Events
Felbab-Brown to discuss illicit economies and military conflict, Dec. 7

Vanda Felbab-Brown, a Fellow of Foreign Policy and the 21st Century Defense Initiative at the Brookings Institution, will present a public talk titled, "Shooting Up: Illicit Economies and Military Conflict" at 4:30 p.m. on Monday, December 7, in Bowl 016, Robertson Hall on the Princeton University campus.
Felbab-Brown focuses on the national security implications of illicit economies and strategies for managing them. She is an adjunct professor in the Security Studies Program at Georgetown University’s School of Foreign Service.

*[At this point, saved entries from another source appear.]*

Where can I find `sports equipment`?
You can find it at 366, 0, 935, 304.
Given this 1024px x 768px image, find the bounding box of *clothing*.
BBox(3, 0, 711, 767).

Her research interests include drugs and other illicit economies; counternarcotics policies; insurgency; civil war; terrorism; conflict management; stability operations and reconstruction; positive versus coercive inducement strategies; Latin America; Afghanistan; Colombia; Burma/Myanmar; Peru; Somalia; and U.S. foreign policy.
She is the author of the new book “Shooting Up: Counterinsurgency and the War on Drugs” (Brookings Institute Press, 2009) which analyzes how involvement in the production and trafficking of illicit commodities, especially drugs, affects the strength of insurgents and governments. In the book the author challenges the narcoguerrilla premise of U.S. policy abroad which is organized around the premise that the suppression of drug production will service both anti-drug and counterterrorist goals.
This event is sponsored by the Woodrow Wilson School and is free and open to the public.